New York and three other states allow  minors to legally purchase and/or possess tobacco; it is only illegal for merchants to sell it to them. That means that “only one-half of the transaction is illegal,” he said, and that a 10-year-old can smoke a cigar without violating any law.

He called on municipalities to take action. “The revolution in controlling tobacco is town by town.”

Montgomery agreed. “We can’t wait for other levels of government to do what we need to do,” she said.

Behind The Story

Type: News

News: Based on facts, either observed and verified directly by the reporter, or reported and verified from knowledgeable sources.

Armstrong was the founding news editor of The Current (then known as Philipstown.info) in 2010 and later a senior correspondent and contributing editor for the paper. She worked earlier in Washington as a White House correspondent and national affairs reporter and assistant news editor for daily international news services. Location: Cold Spring. Languages: English. Areas of expertise: Politics and government

4 replies on “Philipstown: No Vape Shops for 6 Months”

  1. Will that help with all the “blunt” wrappers I find on the sides of the streets everywhere? Doubt it!

  2. And they wonder why there’s an opioid crisis.

    Before he died from a drug overdose, my nephew told me everything there is to know about drug use in our community. (That would be Putnam Valley and Philipstown).

    I don’t know how many do-gooders realize that they have made it easier and cheaper for the kids to buy heroin and illegal drugs than it is for them to get cigarettes and alcohol. It’s true. Thanks to the mass hysteria about tobacco and all of the sin taxes that have been placed on cigarettes, it’s possible for our kids to buy a nickel bag of heroin with less trouble than going to the local deli and trying to buy a pack of cigarettes or a can of beer.

    All the laws, rules and regulations in the world are never going to stop people, especially young people, from experimenting with drugs and trying to get high. It’s part of human nature and has been going on for thousands of years.

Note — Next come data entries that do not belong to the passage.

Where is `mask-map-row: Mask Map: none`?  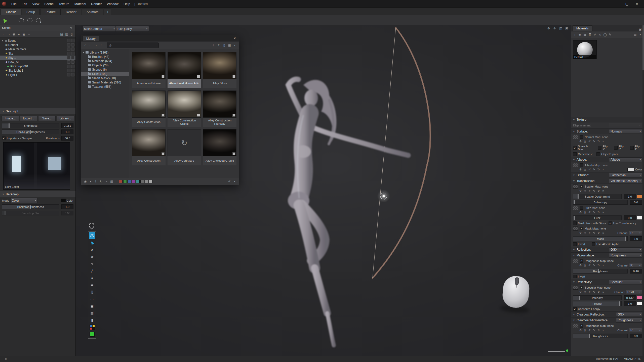
mask-map-row: Mask Map: none is located at coordinates (608, 228).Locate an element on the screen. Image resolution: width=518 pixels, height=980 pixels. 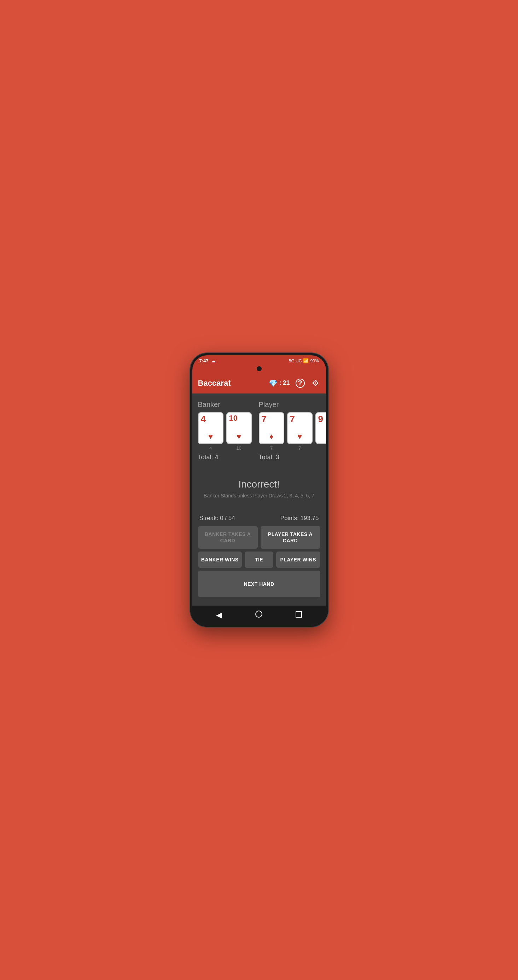
app-title: Baccarat is located at coordinates (215, 383).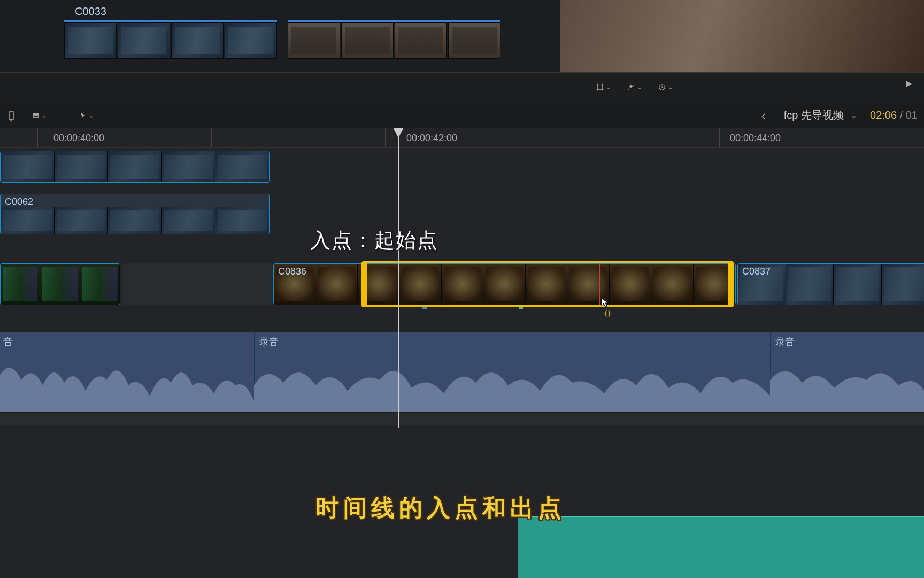 This screenshot has height=578, width=924. Describe the element at coordinates (908, 85) in the screenshot. I see `play-button` at that location. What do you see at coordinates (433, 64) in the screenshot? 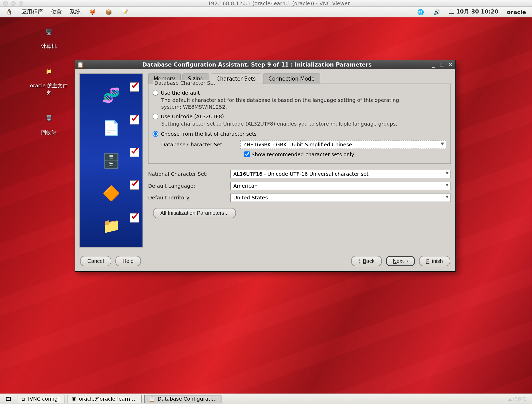
I see `minimize-button: _` at bounding box center [433, 64].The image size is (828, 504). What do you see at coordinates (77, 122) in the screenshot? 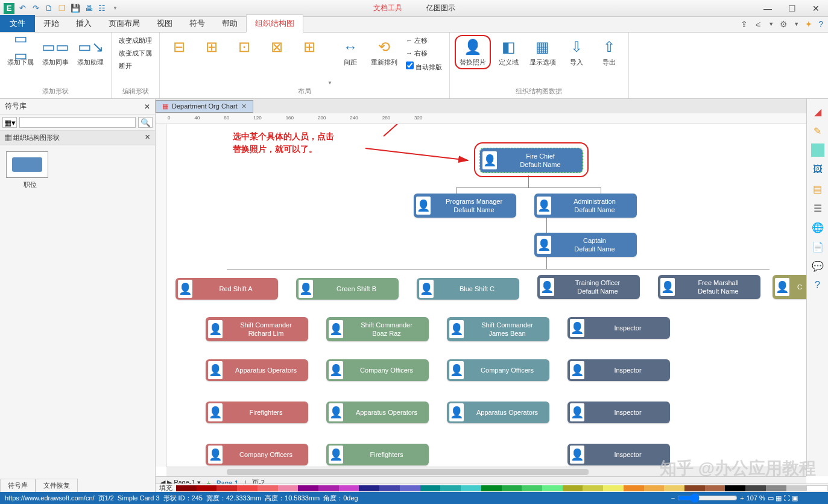
I see `search-input` at bounding box center [77, 122].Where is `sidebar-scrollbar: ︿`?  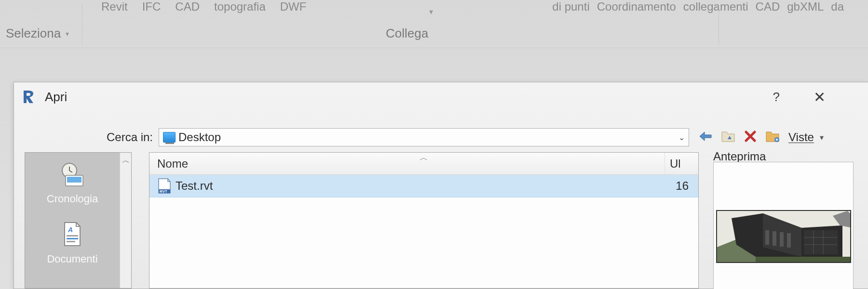
sidebar-scrollbar: ︿ is located at coordinates (125, 221).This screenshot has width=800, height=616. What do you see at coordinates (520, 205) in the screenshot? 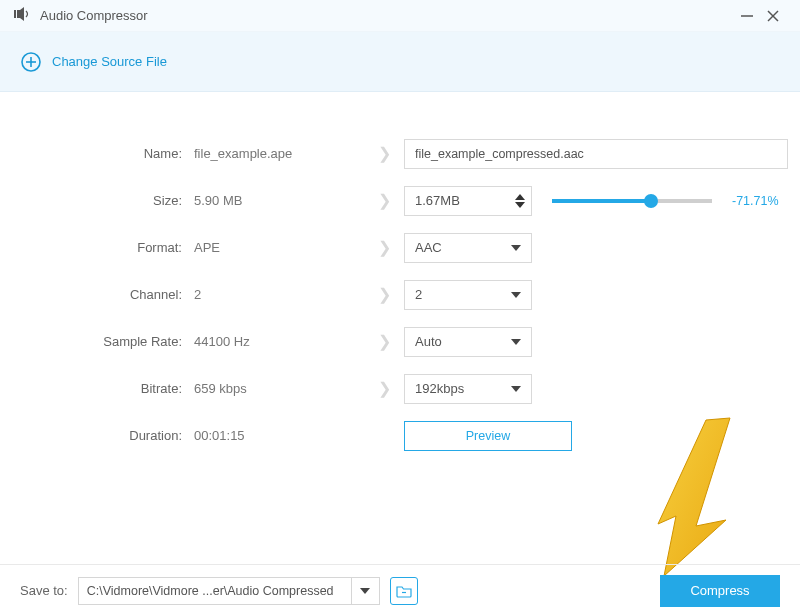
I see `stepper-down-icon` at bounding box center [520, 205].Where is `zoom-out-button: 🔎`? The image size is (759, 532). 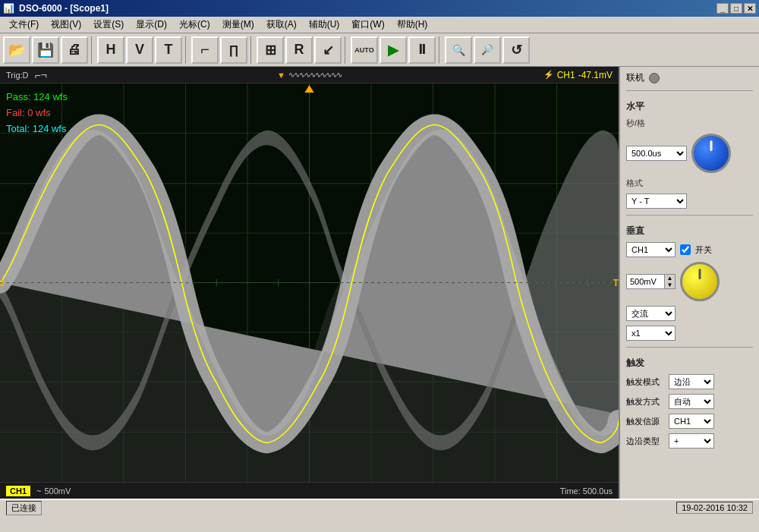 zoom-out-button: 🔎 is located at coordinates (487, 50). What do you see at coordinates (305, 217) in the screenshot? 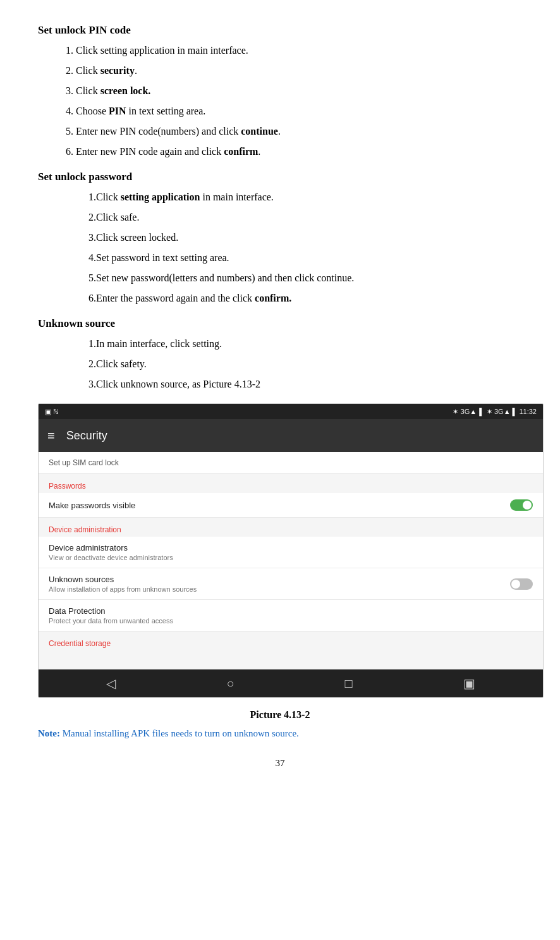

    Years ago when we Baby Boomers were growing up, our first experiments were with cigarettes and beer, which were easily available, even if we had to get one of the older kids buy them for us. It would never have occurred to us to try heroin or anything stronger. And guess what? The vast majority of us did not become alcoholics or drug addicts! Of course some did, a certain percentage no doubt became addicts, but nothing like the epidemic we have now.

    Beer and cigarettes are regulated by the government. We know what’s in them. We know they don’t contain poisons or other deadly substances that are found in street drugs. The reason my nephew died was because by the time he was an adult, he was already hooked on the easy to get, unregulated street drugs, including heroin. By the time he got his overdose, it was too late.

    I am not advocating to legalize heroin, cocaine or even recreational marijuana. What I’m saying is that the regulators, including the town board, have gone to far in their uninformed zeal to do the impossible. You will never stop kids from experimenting with drugs. When you remove legal alternatives from the equation, you are giving them a potential death sentence.

  3. I think the lawmakers in Philipstown and even other townships tend to forget where they came from, and the things they did as youngsters. They seem to be trying, as grandparents do, to relive the parenting rules-and-regulation experience. Too much governing, and too many laws, make me uneasy. Good intentions? Possibly. Good intentions can lead sheep to slaughter. Don’t be a sheep. Less can be better.